We have become accustomed to the comforting narrative that the human condition is one of steady, if uneven, progress. Then comes a report from the Democratic Republic of Congo: armed men storm a hospital, seize a six-year-old Ebola patient, and vanish. The child, a living vector of one of the world's most feared diseases, is now a hostage. British aid workers stand by, wringing their hands. This is not a story about a virus. This is a story about the collapse of order, a dystopian parable that would make Joseph Conrad nod grimly.
Let us dispense with the usual pieties. The international community will express 'deep concern'. The WHO will issue statements. The UK will offer technical assistance. But what is actually happening? A state, the DRC, has failed in its most elementary duty: to provide security and basic public health. When armed men can waltz into a treatment centre and snatch a patient, the social contract is not frayed; it is shredded. This is not the Fall of Rome, but it is the fall of something: the illusion that modern institutions, with their protocols and acronyms, can hold back the abyss.
Consider the historical parallels. In the 19th century, the Congo Free State was a byword for atrocity, a place where human life was cheap and violence was the currency of power. Today, the names have changed, but the music remains. Armed groups, some motivated by profit, others by superstition, roam regions where the state is a ghost.
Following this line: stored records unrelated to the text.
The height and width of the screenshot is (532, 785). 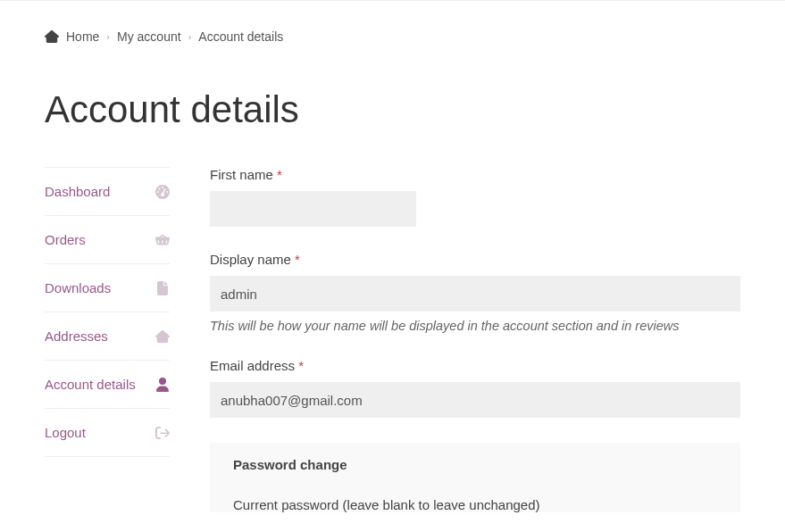 What do you see at coordinates (163, 288) in the screenshot?
I see `file-icon` at bounding box center [163, 288].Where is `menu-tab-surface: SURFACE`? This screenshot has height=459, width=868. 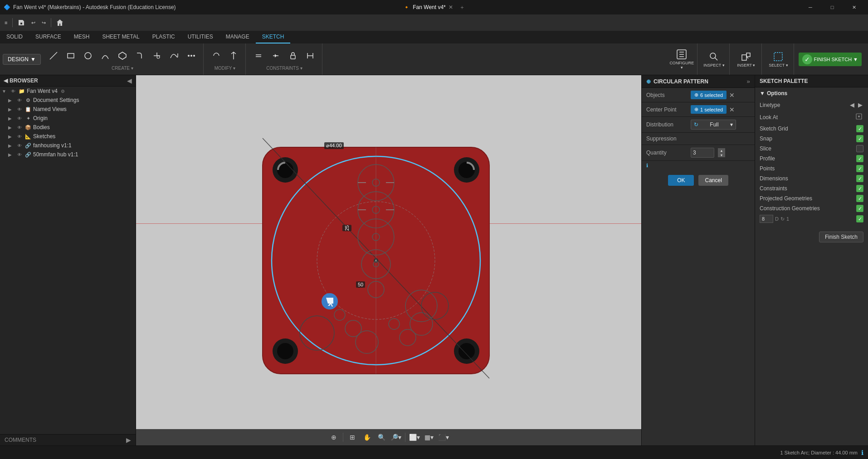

The child is taken not because the kidnappers have a coherent plan, but because they can. Power, as always, abhors a vacuum.
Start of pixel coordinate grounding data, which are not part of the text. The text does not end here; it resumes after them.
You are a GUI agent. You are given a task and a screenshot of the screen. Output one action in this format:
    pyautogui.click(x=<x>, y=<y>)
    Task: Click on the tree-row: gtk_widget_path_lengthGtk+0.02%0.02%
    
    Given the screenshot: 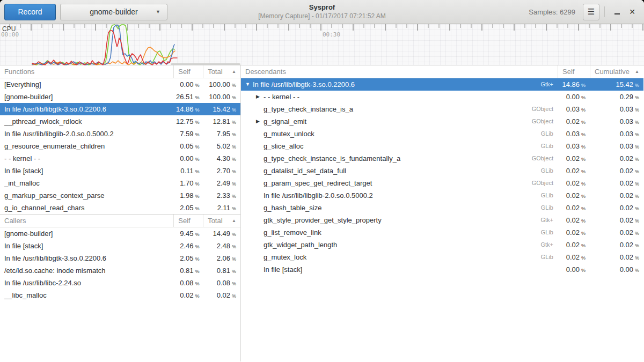 What is the action you would take?
    pyautogui.click(x=442, y=245)
    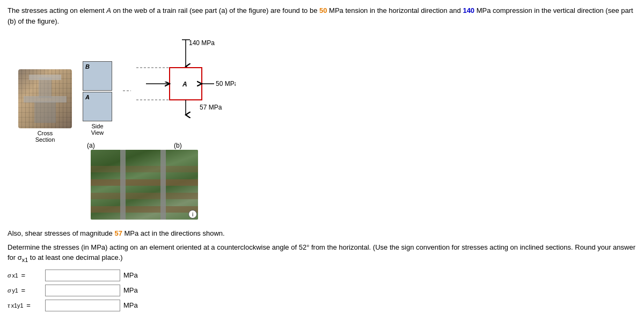  Describe the element at coordinates (17, 305) in the screenshot. I see `tau-x1y1-subscript: x1y1` at that location. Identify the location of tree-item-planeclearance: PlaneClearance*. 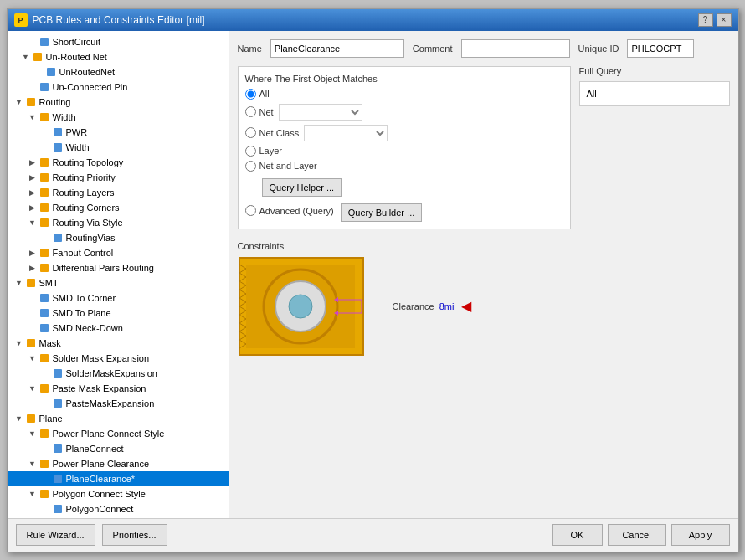
(118, 479).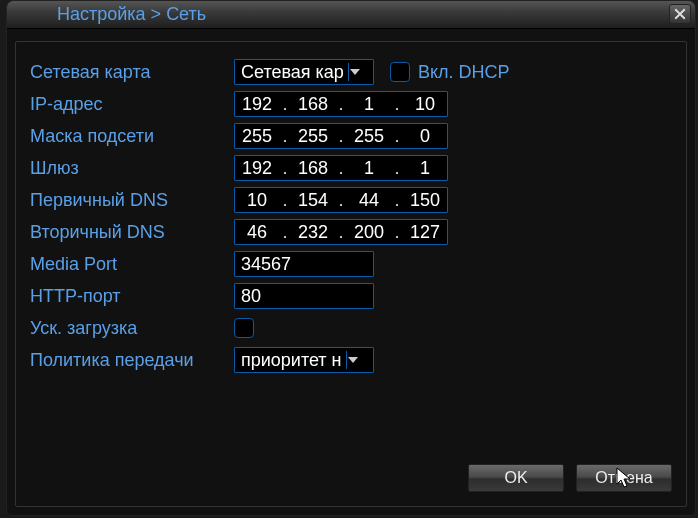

And what of the British aid workers? They are the modern equivalent of Victorian missionaries, brave souls venturing into the heart of darkness. But they operate under a delusion: that their expertise, their equipment, their good intentions can substitute for political order. They cannot. A hospital is only as safe as the rule of law that surrounds it. Without that, it is a target.
The real scandal is the intellectual decadence that has led us to this point. For decades, the West has preached a gospel of relativism, multicultural tolerance, and post-colonial guilt. We have been reluctant to name evil when we see it, lest we be accused of cultural imperialism. But armed men stealing an Ebola patient is not a cultural practice; it is a crime against humanity. The child is a symbol of the fragility of our civilisation: a tiny, infected body caught between a virus and a gun.
We must confront the uncomfortable truth. Some places are not ready for the niceties of liberal democracy. They require something more primal: the iron fist of a Leviathan that can impose order. Until the DRC develops a state that can monopolise violence, these stories will repeat. The UK and other powers can send aid, but they cannot send backbone. That must be grown at home.
The search for the child will go on. Aid workers will scan satellite images. Diplomats will make phone calls. But the deeper search is for a lost principle: that civilisation is a choice, not a destiny. And right now, in the Congo, too few are choosing it.